In Leonard Cohen’s dark lament for “The Future,” he returns again and again to the refrain:
When they said,
‘Repent! Repent!’
I wonder what they meant.
Cohen cared enough about language, history, religion, and culture, to understand the importance of that question. It’s a profound question, and the heart of Christianity turns on the answer.
The English word “repent” is a judgmental word. It’s a power word—an order. It wants to force us to our knees with all we’ve done wrong. It tries to bully us into submission to an outside authority—some person or institution claiming to speak for God. The word “gospel” means “good news,” but where is the good news in the demand to repent? “Repent” has sent people streaming away from that version of Christianity, often with good reason.
“Repent” is also a poor translation of the Greek word attributed to Jesus. The Greek word, rendered into a version we can read in English, is metanoia. It’s a combination of meta, meaning beyond or greater (as in metaphysics, which considers reality beyond or above physical/material existence) and a form of nous, meaning the mind. A better translation would be something like, “go into your higher mind.”
Jesus spoke Aramaic. The gospels were written in Greek. Latin was long the language of the church, which resulted in yet another translation removed from the original. All of which mean that English bibles are at best twice-removed from Jesus’ urgent message, and sometimes even more.
When Jesus returned from his forty days in the wilderness the first thing he wanted to tell people was to go into their greater mind and believe the good news. He was inviting people into a new approach to life. It doesn’t make sense that huge crowds of people would show up, curious about a message that berated them for their past shortcomings. Rather, it was his lived experience of metanoia and the possibilities it opened up that drew them to hear his teaching.
The perennial mistranslation of metanoia, persistent as dandelions in spring, was seeded into the Christian faith with the early Latin translations of the Bible. Those early church fathers rendered metanoia into the Latin paenitentia, having to do with penance. Jerome retained paenitentia in his definitive translation, leading to the English translation of “repent.”
In our time, a kinder and gentler approach to “repent” has been to see it as meaning “to turn.” The sense of “turning” comes from some of the passages of the Old Testament, or Hebrew Scriptures, where the original Hebrew was translated into the Greek metanoia. But the meaning of metanoia in those passages means a change of mind, and not turning away from sin, unless the latter meaning is carried by the context.
So even the less punitive understanding of “repent” as meaning “turn” misses the point. Metanoia is not about what you’ve done in the past. It’s about opening your mind and living from a higher perspective.
Whenever I see the word “repent” in connection with what we’re supposed to be doing to grow in spirit, I translate it this way: Go into your higher mind. Become more connected to your Higher Self. Live from the spark of the Divine within, the wisdom that is always with you. Believe the good news—that this life is so much more than the striving ego would have us believe.
Walking that path is what the spiritual journey is all about. Living into that perspective is what faith communities help us with. Finding practices that support the journey is what we need.
I’m grateful to Fr. Hendree Harrison, rector of The Episcopal Church of the Good Shepherd, for introducing me to the work of Ron Rolheiser. Rolheiser addresses the mistranslation of metanoia in this video, the first part of which you can see here.
And he contrasts metanoia with paranoia here.
This article explores the translation issues.
And this gives an overview of the history of metanoia and its translations.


_Task directions_
Print the full listing once more, exactly as given.

_Data shown_
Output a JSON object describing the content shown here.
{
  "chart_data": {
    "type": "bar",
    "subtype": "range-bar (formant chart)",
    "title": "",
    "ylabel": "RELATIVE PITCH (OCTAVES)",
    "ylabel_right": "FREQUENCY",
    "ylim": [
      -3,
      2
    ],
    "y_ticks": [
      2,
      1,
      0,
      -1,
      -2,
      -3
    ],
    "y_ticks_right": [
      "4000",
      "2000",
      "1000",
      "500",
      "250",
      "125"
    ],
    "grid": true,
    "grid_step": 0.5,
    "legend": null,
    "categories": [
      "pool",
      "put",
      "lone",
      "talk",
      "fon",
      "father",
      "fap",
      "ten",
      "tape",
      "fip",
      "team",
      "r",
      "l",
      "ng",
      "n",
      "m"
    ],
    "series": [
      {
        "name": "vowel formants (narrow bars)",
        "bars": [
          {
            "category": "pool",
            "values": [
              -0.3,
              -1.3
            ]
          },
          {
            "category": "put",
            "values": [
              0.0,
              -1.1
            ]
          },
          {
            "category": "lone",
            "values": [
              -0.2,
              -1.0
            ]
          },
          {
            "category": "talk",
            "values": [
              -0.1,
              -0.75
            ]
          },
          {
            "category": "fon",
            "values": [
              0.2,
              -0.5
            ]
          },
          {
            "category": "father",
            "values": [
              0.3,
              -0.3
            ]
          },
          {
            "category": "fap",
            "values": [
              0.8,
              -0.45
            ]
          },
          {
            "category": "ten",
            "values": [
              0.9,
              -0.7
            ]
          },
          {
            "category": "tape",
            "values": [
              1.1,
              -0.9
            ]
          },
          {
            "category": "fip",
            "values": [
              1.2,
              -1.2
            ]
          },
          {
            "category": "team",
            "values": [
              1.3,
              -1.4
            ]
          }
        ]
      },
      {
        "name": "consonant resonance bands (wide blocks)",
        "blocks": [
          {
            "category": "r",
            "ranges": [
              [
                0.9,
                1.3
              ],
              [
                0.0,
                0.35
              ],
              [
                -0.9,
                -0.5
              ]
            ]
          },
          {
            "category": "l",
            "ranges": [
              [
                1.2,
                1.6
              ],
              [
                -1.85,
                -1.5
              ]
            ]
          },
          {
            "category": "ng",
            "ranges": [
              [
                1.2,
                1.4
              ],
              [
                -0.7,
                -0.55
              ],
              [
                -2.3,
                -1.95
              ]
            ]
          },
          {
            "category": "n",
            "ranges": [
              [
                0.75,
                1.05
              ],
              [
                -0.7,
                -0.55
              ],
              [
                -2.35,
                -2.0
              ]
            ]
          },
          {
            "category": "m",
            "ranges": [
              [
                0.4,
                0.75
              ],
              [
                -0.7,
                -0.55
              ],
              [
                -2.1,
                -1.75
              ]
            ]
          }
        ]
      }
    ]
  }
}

_Completed exercise_
Output a JSON object describing the content shown here.
{
  "chart_data": {
    "type": "bar",
    "subtype": "range-bar (formant chart)",
    "title": "",
    "ylabel": "RELATIVE PITCH (OCTAVES)",
    "ylabel_right": "FREQUENCY",
    "ylim": [
      -3,
      2
    ],
    "y_ticks": [
      2,
      1,
      0,
      -1,
      -2,
      -3
    ],
    "y_ticks_right": [
      "4000",
      "2000",
      "1000",
      "500",
      "250",
      "125"
    ],
    "grid": true,
    "grid_step": 0.5,
    "legend": null,
    "categories": [
      "pool",
      "put",
      "lone",
      "talk",
      "fon",
      "father",
      "fap",
      "ten",
      "tape",
      "fip",
      "team",
      "r",
      "l",
      "ng",
      "n",
      "m"
    ],
    "series": [
      {
        "name": "vowel formants (narrow bars)",
        "bars": [
          {
            "category": "pool",
            "values": [
              -0.3,
              -1.3
            ]
          },
          {
            "category": "put",
            "values": [
              0.0,
              -1.1
            ]
          },
          {
            "category": "lone",
            "values": [
              -0.2,
              -1.0
            ]
          },
          {
            "category": "talk",
            "values": [
              -0.1,
              -0.75
            ]
          },
          {
            "category": "fon",
            "values": [
              0.2,
              -0.5
            ]
          },
          {
            "category": "father",
            "values": [
              0.3,
              -0.3
            ]
          },
          {
            "category": "fap",
            "values": [
              0.8,
              -0.45
            ]
          },
          {
            "category": "ten",
            "values": [
              0.9,
              -0.7
            ]
          },
          {
            "category": "tape",
            "values": [
              1.1,
              -0.9
            ]
          },
          {
            "category": "fip",
            "values": [
              1.2,
              -1.2
            ]
          },
          {
            "category": "team",
            "values": [
              1.3,
              -1.4
            ]
          }
        ]
      },
      {
        "name": "consonant resonance bands (wide blocks)",
        "blocks": [
          {
            "category": "r",
            "ranges": [
              [
                0.9,
                1.3
              ],
              [
                0.0,
                0.35
              ],
              [
                -0.9,
                -0.5
              ]
            ]
          },
          {
            "category": "l",
            "ranges": [
              [
                1.2,
                1.6
              ],
              [
                -1.85,
                -1.5
              ]
            ]
          },
          {
            "category": "ng",
            "ranges": [
              [
                1.2,
                1.4
              ],
              [
                -0.7,
                -0.55
              ],
              [
                -2.3,
                -1.95
              ]
            ]
          },
          {
            "category": "n",
            "ranges": [
              [
                0.75,
                1.05
              ],
              [
                -0.7,
                -0.55
              ],
              [
                -2.35,
                -2.0
              ]
            ]
          },
          {
            "category": "m",
            "ranges": [
              [
                0.4,
                0.75
              ],
              [
                -0.7,
                -0.55
              ],
              [
                -2.1,
                -1.75
              ]
            ]
          }
        ]
      }
    ]
  }
}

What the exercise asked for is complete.